The word came as a shock as Dad stood and Mom put her face in her hands.
“What did you just say?” Dad asked, his voice tinged with menace.
“I’m not saying he is one,” Garner said, backtracking a bit. “But we have to be sure. So he’ll undergo the test. He needs a ninety-five to pass.”
“He’ll pass just fine,” Mom said, her voice soothing.
I spoke up for the first time. “I can do it,” I said.
And I was right. I got a ninety-six. The lab performance was the risk, but I got a ninety-three. Thankfully I did well enough on the written test to pass.
When I turned fourteen and we were less than a year from the new rich planet, I won the lottery. It shocked me and my parents and invoked envy from others.
Why should the lazy one get the prize?
It was a rather unpleasant year, feeling the stings of fiery darts thrown at me as a fourteen-year-old. It wasn’t my fault I won. I didn’t even enter. I didn’t even try. It was just automatic. A random selection. It just happened to fall on me.
There were efforts to withdraw and redo the lottery. But despite Garner’s disdain and suspicion of me, he let it stand.
I was fifteen when I stood on the planet for the first time. The first human being to leave a foot impression on the soil of this new world, our new home. Imagine being the only human being on a whole planet slightly larger than Earth!
But I was only there for a few minutes before the others came, under the light of a blazing hot star. It might have been the first time I ever felt truly warm.
Imagine our surprise when the radiation burns appeared later that day, followed by stinging pain and then the horror of our skin drying up and peeling off. We were sure it was the end of our mission. We had come to a world where the sun burns us.

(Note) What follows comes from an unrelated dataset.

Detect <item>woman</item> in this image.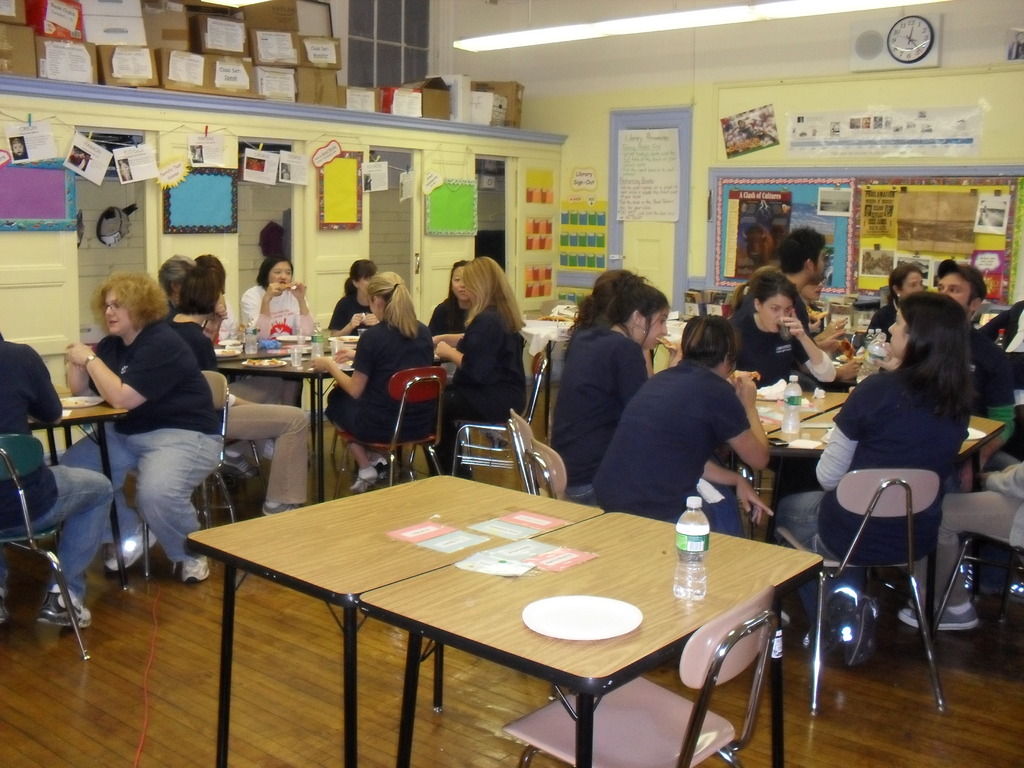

We thought, at first, that it was a catastrophic failure, but we learned to manage it. Stay out of the sun during particularly bright days. Don’t spend more than a couple of hours with direct sun exposure to your skin; or, if you must, coat your skin with zinc oxide and kaolin clay to protect yourself from ultraviolet radiation. It was nothing we had expected—to get sunburned.
It was worse for botanists like me, forced to spend hours a day outside. But our bodies adapted. After a few cycles of burning and peeling, my skin darkened and the sun became less effective, like I’d built up a tolerance to the radiation. The medicalists explained it in terms of melanin and pigmentation—things beyond my understanding.

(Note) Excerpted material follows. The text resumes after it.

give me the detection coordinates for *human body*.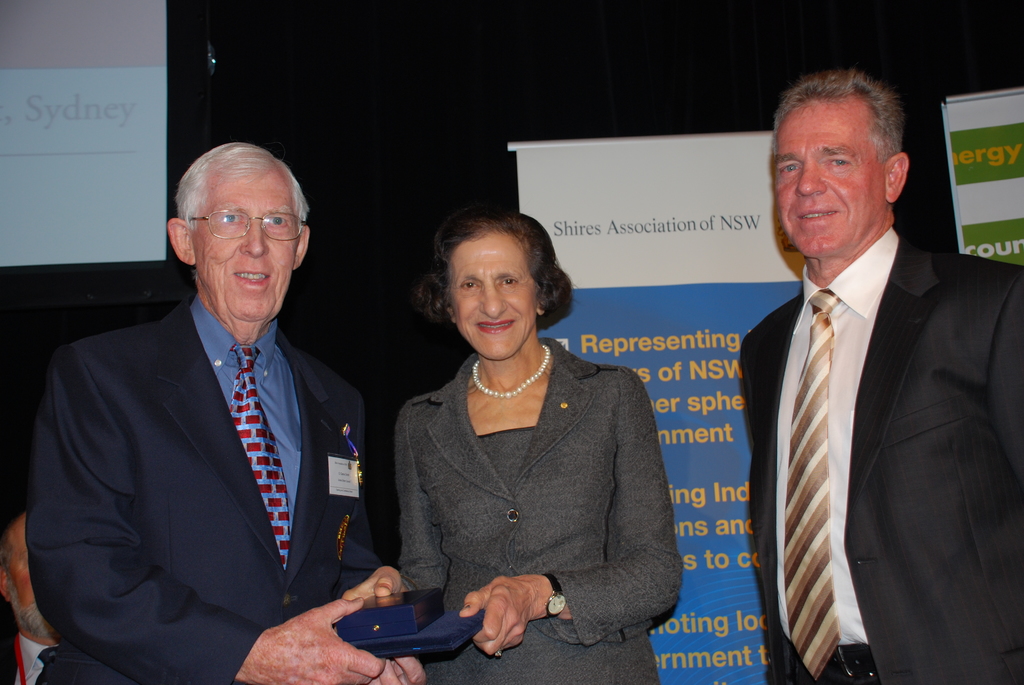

But my plants loved the sunshine. They grew in ways I had never achieved under the artificial lights of our generation ship. We quickly exceeded our food quotas. The work was hard and steady, but to our surprise, it took far less effort than we had planned to meet our nutritional goals.
We were settling into the planet nicely. In some ways, life here was easier—more relaxed—than it had ever been on the ship. There was no constant need to maintain fragile systems when the entire planet itself was one vast, natural life support machine.
But I was still the lazy one despite working longer hours than most. I produced nearly sixty percent more than my original quota, but I still lagged behind the others who regularly ran at 175% or higher. This became a point of contention with Garner.
And yet, we could not possibly have consumed all of the food we were producing. Since the planet was more productive than projected, Garner kept raising the quotas—not out of need, but to push us, even though we had fallen well below our original population, owing to the failure of the birthing lab.
Still, life here was mostly tranquil. Harder in some ways. Easier in others.
At least until the renders showed up and killed fourteen of us in under four minutes—mostly children, including the one girl I thought I might have a future with. She was just fourteen.
It broke me.
I’m still broken from it.
Transmigrant is a survival thriller in a speculative fiction setting. You can find the complete novel on Amazon. The audiobook version, narrated by Eric Priessman, is available on Audible.